Stock Exchange Mergers Consolidating the Global Economy

NYSE Deutsche Boerse Merger

The New York Stock Exchange may soon merge with Deutsche Boerse, creating the world’s largest financial exchange and setting up a tidal wave of consolidation.

NPR reports that "NYSE Euronext, the company that owns the New York Stock Exchange and stock and derivatives markets throughout Europe, has confirmed it’s in advanced talks with Deutsche Boerse, which owns the Frankfurt Stock Exchange." The Germans would own 60 percent of the combined company, which would be incorporated in the Netherlands and run by Deutsche Boerse’s Reto Francioni.

The news comes hours after the London and Toronto exchanges merged and is likely to spur on further moves. The Singapore Stock Exchange (SGX) has already bid $8.4 billion for the Australian Securities Exchange (ASX), The Australian reports.  

The vision is a stock and derivatives equivalent of the Chicago Mercantile Exchange, which dominates the agriculture futures  market.  According to Larry Tabb, quoted by NPR, increased competition has made stock trading less profitable, making consolidation — and thus decreased competition — attractive. 

The merger will have to be approved by American and European regulators. While analysts expect it to happen, there will be questions.

Representative Ted Deutch, a Florida Democrat, has already issued a statement demanding that the combined exchange keep the "New York Stock Exchange" name that has been around since 1863, arguing “The New York Stock Exchange is a foundation of the extraordinary American economic success story, and its name rightfully reflects the United States’ position as the financial center of the world.”  

While Deutch isn’t on a committee that has jurisdiction over the matter, his sentiment is likely to be widely shared by his colleagues — despite both the irony of his name and the fact that Deutsche Boerse dates to 1585, not only 300 years before NYSE’s founding but decades before the first American colony was founded. 

Indeed, despite being an Atlanticist by inclination and profession, the thought of losing this iconic institution and the symbolism that represents is hard to swallow.  But the fact of the matter is that, as demonstrated all too well by the recent global recession, the financial markets are now fully global. It really doesn’t matter where exchanges are located nowadays, since trading is seamlessly interlinked electronically.

Reuters analysts Huw Jones and Luke Jeffs see this as "the endgame for global exchanges," arguing that other major mergers will be more politically difficult. But it’s unclear why that should be the case. Presuming the NYSE-DB merger goes through, the combined London-Toronto exchange would become a transatlantic afterthought. Nor is it entirely clear why NASDAQ would continue to go it alone. Bringing in the Asian exchanges would be more difficult, of course, given the political and cultural obstacles.  But a combined SGX-ASX could certainly join the transatlantic behemoth. 

This wave of mergers could well be the first of many. 

James Joyner is managing editor of the Atlantic Council.  Photo: Getty Images.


Exercise instructions –
Which lines below contain "center"? Copy every one of them.

Data records –
:::
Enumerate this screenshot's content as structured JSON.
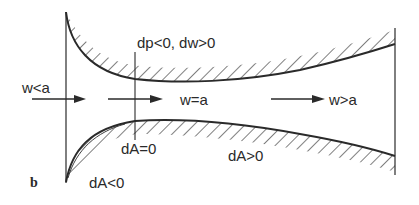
{
  "figure": {
    "panel_label": "b"
  },
  "labels": {
    "inlet_condition": "w<a",
    "throat_condition": "w=a",
    "outlet_condition": "w>a",
    "pressure_velocity": "dp<0, dw>0",
    "converging_area": "dA<0",
    "throat_area": "dA=0",
    "diverging_area": "dA>0"
  },
  "colors": {
    "stroke": "#2a2a2a",
    "hatch": "#3a3a3a",
    "background": "#ffffff"
  }
}
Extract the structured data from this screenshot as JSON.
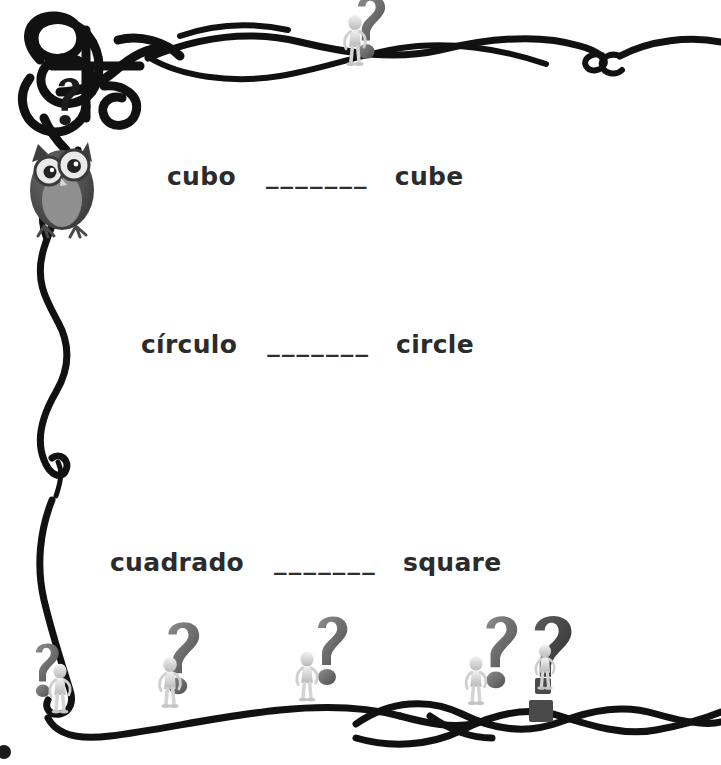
{
  "worksheet": {
    "title": "Spanish-English shape vocabulary matching worksheet",
    "background_color": "#ffffff",
    "text_color": "#2b2b2b",
    "line_color": "#111111",
    "rows": [
      {
        "spanish": "cubo",
        "blank": "_______",
        "english": "cube"
      },
      {
        "spanish": "círculo",
        "blank": "_______",
        "english": "circle"
      },
      {
        "spanish": "cuadrado",
        "blank": "_______",
        "english": "square"
      }
    ]
  },
  "decorations": {
    "top_left_knot": "celtic-knot-tangle",
    "owl": "owl-illustration",
    "question_marks": [
      "question-mark-top-left",
      "question-mark-top-center",
      "question-mark-bottom-1",
      "question-mark-bottom-2",
      "question-mark-bottom-3",
      "question-mark-bottom-4",
      "question-mark-bottom-5"
    ],
    "figures": [
      "figure-top-center",
      "figure-bottom-1",
      "figure-bottom-2",
      "figure-bottom-3",
      "figure-bottom-4",
      "figure-bottom-5"
    ],
    "borders": [
      "top-wave-border",
      "left-swirl-border",
      "bottom-wave-border",
      "bottom-braid-border"
    ]
  }
}
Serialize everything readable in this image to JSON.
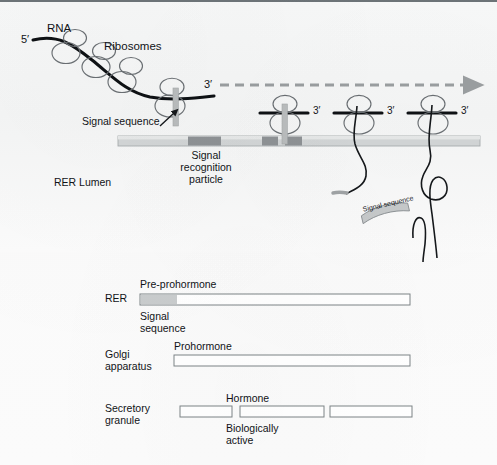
{
  "figure": {
    "title_region": "protein-secretory-pathway-diagram",
    "background_color": "#fafafa",
    "ink_color": "#111317",
    "membrane_color": "#cfd2d3",
    "membrane_dark_color": "#9a9ea0",
    "signal_sequence_color": "#b9bcbd",
    "bar_outline_color": "#7d8386"
  },
  "upper": {
    "rna_label": "RNA",
    "five_prime_label": "5′",
    "ribosomes_label": "Ribosomes",
    "signal_sequence_label": "Signal sequence",
    "srp_label_line1": "Signal",
    "srp_label_line2": "recognition",
    "srp_label_line3": "particle",
    "rer_lumen_label": "RER Lumen",
    "three_prime_labels": [
      "3′",
      "3′",
      "3′",
      "3′"
    ],
    "cleaved_signal_sequence_label": "Signal sequence"
  },
  "lower": {
    "rows": [
      {
        "organelle": "RER",
        "product_label": "Pre-prohormone",
        "sub_label_line1": "Signal",
        "sub_label_line2": "sequence",
        "bars": [
          {
            "x": 140,
            "width": 270,
            "signal_width": 36
          }
        ]
      },
      {
        "organelle_line1": "Golgi",
        "organelle_line2": "apparatus",
        "product_label": "Prohormone",
        "bars": [
          {
            "x": 174,
            "width": 236,
            "signal_width": 0
          }
        ]
      },
      {
        "organelle_line1": "Secretory",
        "organelle_line2": "granule",
        "product_label": "Hormone",
        "sub_label_line1": "Biologically",
        "sub_label_line2": "active",
        "bars": [
          {
            "x": 180,
            "width": 52,
            "signal_width": 0
          },
          {
            "x": 240,
            "width": 84,
            "signal_width": 0
          },
          {
            "x": 330,
            "width": 82,
            "signal_width": 0
          }
        ]
      }
    ]
  }
}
:::
Answer for the task –
      "question-mark-top-center",
      "figure-top-center",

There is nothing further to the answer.